I have a Visual Studio 2005 Solution workspace which in turn has 8 projects included in it. I want to profile the complete code(all the projects) and get some measure about the absolute cycles taken by each function to execute, or at least percentage cycle consumptions.
I checked out help for VS 2005, and also the project setiings options but could not find any pointers on hwo to get the profile info.
Any help regarding this would be beneficial.
-AD.
If your application is not particularly processor intensive, redgate ANTS Profiler is a good choice - the line-by-line stats can come in quite handy, and the whole product is clean and well-designed.
If your app needs a lot of CPU to operate normally, however, most of the .NET profilers on the market won't be able to handle it. The only two that I have ever found that will work for a really heavy-weight application are JetBrains dotTrace and YourKit. The two are very similar, which is not surprising, given that YourKit seems to have been started by a former JetBrains employee. I personally prefer dotTrace, but that may just be because that is what I used first, and there has never been any good reason to switch.

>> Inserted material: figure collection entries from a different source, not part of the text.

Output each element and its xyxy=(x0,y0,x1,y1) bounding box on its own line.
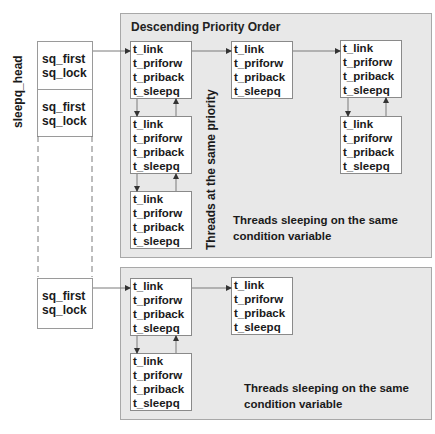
t-sleepq-field: t_sleepq xyxy=(133,234,191,248)
sleepq-head-entry: sq_first sq_lock xyxy=(38,279,92,328)
thread-struct: t_link t_priforw t_priback t_sleepq xyxy=(130,41,192,99)
t-priback-field: t_priback xyxy=(133,145,191,159)
sq-first-field: sq_first xyxy=(42,289,92,303)
top-panel-note: Threads sleeping on the same condition v… xyxy=(233,212,423,244)
t-priforw-field: t_priforw xyxy=(133,131,191,145)
sleepq-head-entry: sq_first sq_lock xyxy=(38,89,92,136)
t-link-field: t_link xyxy=(133,42,191,56)
thread-struct: t_link t_priforw t_priback t_sleepq xyxy=(130,353,192,411)
t-sleepq-field: t_sleepq xyxy=(133,321,191,335)
t-priforw-field: t_priforw xyxy=(234,56,292,70)
t-priforw-field: t_priforw xyxy=(343,131,401,145)
t-link-field: t_link xyxy=(133,354,191,368)
t-link-field: t_link xyxy=(234,42,292,56)
t-priback-field: t_priback xyxy=(234,70,292,84)
t-sleepq-field: t_sleepq xyxy=(343,83,401,97)
sleepq-head-label: sleepq_head xyxy=(11,55,25,128)
sq-first-field: sq_first xyxy=(42,52,92,66)
t-priback-field: t_priback xyxy=(133,307,191,321)
t-priback-field: t_priback xyxy=(343,145,401,159)
thread-struct: t_link t_priforw t_priback t_sleepq xyxy=(231,41,293,99)
sq-first-field: sq_first xyxy=(42,100,92,114)
bottom-panel-note: Threads sleeping on the same condition v… xyxy=(244,380,434,412)
t-link-field: t_link xyxy=(133,279,191,293)
t-priback-field: t_priback xyxy=(343,69,401,83)
t-priforw-field: t_priforw xyxy=(234,292,292,306)
t-sleepq-field: t_sleepq xyxy=(133,84,191,98)
thread-struct: t_link t_priforw t_priback t_sleepq xyxy=(130,116,192,174)
thread-struct: t_link t_priforw t_priback t_sleepq xyxy=(130,191,192,249)
t-priback-field: t_priback xyxy=(133,220,191,234)
sq-lock-field: sq_lock xyxy=(42,303,92,317)
thread-struct: t_link t_priforw t_priback t_sleepq xyxy=(340,40,402,98)
t-priforw-field: t_priforw xyxy=(133,56,191,70)
t-priforw-field: t_priforw xyxy=(133,206,191,220)
t-link-field: t_link xyxy=(234,278,292,292)
t-link-field: t_link xyxy=(133,192,191,206)
t-link-field: t_link xyxy=(343,117,401,131)
t-sleepq-field: t_sleepq xyxy=(343,159,401,173)
t-priforw-field: t_priforw xyxy=(343,55,401,69)
t-priback-field: t_priback xyxy=(234,306,292,320)
t-link-field: t_link xyxy=(133,117,191,131)
sq-lock-field: sq_lock xyxy=(42,114,92,128)
t-sleepq-field: t_sleepq xyxy=(133,396,191,410)
t-sleepq-field: t_sleepq xyxy=(133,159,191,173)
same-priority-label: Threads at the same priority xyxy=(204,89,218,250)
t-priback-field: t_priback xyxy=(133,382,191,396)
sleepq-head-array: sq_first sq_lock sq_first sq_lock xyxy=(37,41,93,137)
thread-struct: t_link t_priforw t_priback t_sleepq xyxy=(130,278,192,336)
thread-struct: t_link t_priforw t_priback t_sleepq xyxy=(340,116,402,174)
sq-lock-field: sq_lock xyxy=(42,66,92,80)
t-priback-field: t_priback xyxy=(133,70,191,84)
panel-title-descending-priority: Descending Priority Order xyxy=(131,20,280,34)
t-sleepq-field: t_sleepq xyxy=(234,320,292,334)
t-priforw-field: t_priforw xyxy=(133,293,191,307)
t-link-field: t_link xyxy=(343,41,401,55)
t-sleepq-field: t_sleepq xyxy=(234,84,292,98)
thread-struct: t_link t_priforw t_priback t_sleepq xyxy=(231,277,293,335)
sleepq-head-entry: sq_first sq_lock xyxy=(38,42,92,89)
t-priforw-field: t_priforw xyxy=(133,368,191,382)
sleepq-head-array-continued: sq_first sq_lock xyxy=(37,278,93,329)
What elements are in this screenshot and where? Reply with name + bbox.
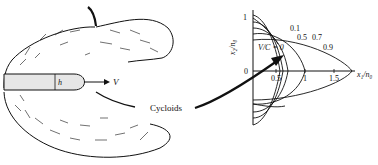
arrow-head-icon bbox=[104, 79, 110, 85]
velocity-label: V bbox=[113, 77, 120, 87]
velocity-arrow: V bbox=[85, 77, 120, 87]
curve-label-v0: V/C = 0 bbox=[258, 43, 284, 52]
cycloids-label: Cycloids bbox=[150, 103, 182, 113]
curve-label-0.9: 0.9 bbox=[323, 43, 333, 52]
figure-canvas: h V Cycloids 1 0 0.5 bbox=[0, 0, 378, 165]
y-axis-label: x₂/n₀ bbox=[228, 39, 237, 56]
height-label: h bbox=[58, 78, 62, 87]
x-tick-1: 1 bbox=[303, 74, 307, 83]
y-tick-1: 1 bbox=[243, 13, 247, 22]
curve-label-0.1: 0.1 bbox=[290, 24, 300, 33]
x-tick-0.5: 0.5 bbox=[271, 74, 281, 83]
callout-line bbox=[96, 92, 135, 107]
curve-label-0.7: 0.7 bbox=[312, 33, 322, 42]
channel: h bbox=[4, 74, 85, 90]
x-axis-label: x₁/n₀ bbox=[356, 70, 373, 79]
cycloid-chart: 1 0 0.5 1 1.5 x₁/n₀ x₂/n₀ V/C = 0 0.1 0.… bbox=[228, 10, 373, 125]
x-tick-1.5: 1.5 bbox=[329, 74, 339, 83]
channel-outline bbox=[4, 74, 85, 90]
curve-label-0.5: 0.5 bbox=[297, 33, 307, 42]
cycloid-curves bbox=[253, 15, 352, 125]
y-tick-0: 0 bbox=[244, 67, 248, 76]
apple-stem bbox=[88, 7, 96, 26]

I have tested ANTS, AQTime, DevPartner, GlowCode, Borland OptimizeIt and Intel VTune, and all of them have too much overhead to handle a demanding application. (VTune is a possible exception, but it is so horribly complex to configure and use that I was never able to figure out exactly what it could handle. It is also very expensive.)
I guess the inbuilt profiler of Visual Studio 2005 comes onyl with the Developer Edition and Team Edition. I have a Professional edition which, it seems doesnot have the inbuilt profiler tool.
-AD
I've used both the profiler in Compuware’s DevPartner (I like to still call it “TrueTime”) and Rational's Quantify. I always liked Quantify better, but as I've moved between companies DevPartner is usually already the “standard”.
Both are expensive, but they (seem to) add so much value that any commercial shop should have no problem investing in some seats.
Quantify didn’t require special rebuilds of the project – which was GREAT. It also crashed less (that’s not saying much, it had its own issues). DevPartner also tends to break as each new version of Visual Stuido was release (maybe this is better now?). Buy the yearly maintenance agreement if you go this way.
That said, I’ve often just write a class remembers the time at construction and spits out (log file) the elapsed time in its destructor. I used QueryPerformanceCounter. I’d stick this class at the top of the function I’d want to time. You could get fancy with making it a macro, use the preprocessor to include this class only under a special build…
I recommend you EQATEC profiler which also includes in its site a tracer.
Also it's free and easy to use.
alt text http://www.eqatec.com/tools/profiler/profiler-logo.gif
We use DevPartner with Visual Studio 2005. It gives you performance analysis of the specific projects in your solution you want to look at. We also use it for memory management analysis, and error analysis. Is commercial tool, so it's not free.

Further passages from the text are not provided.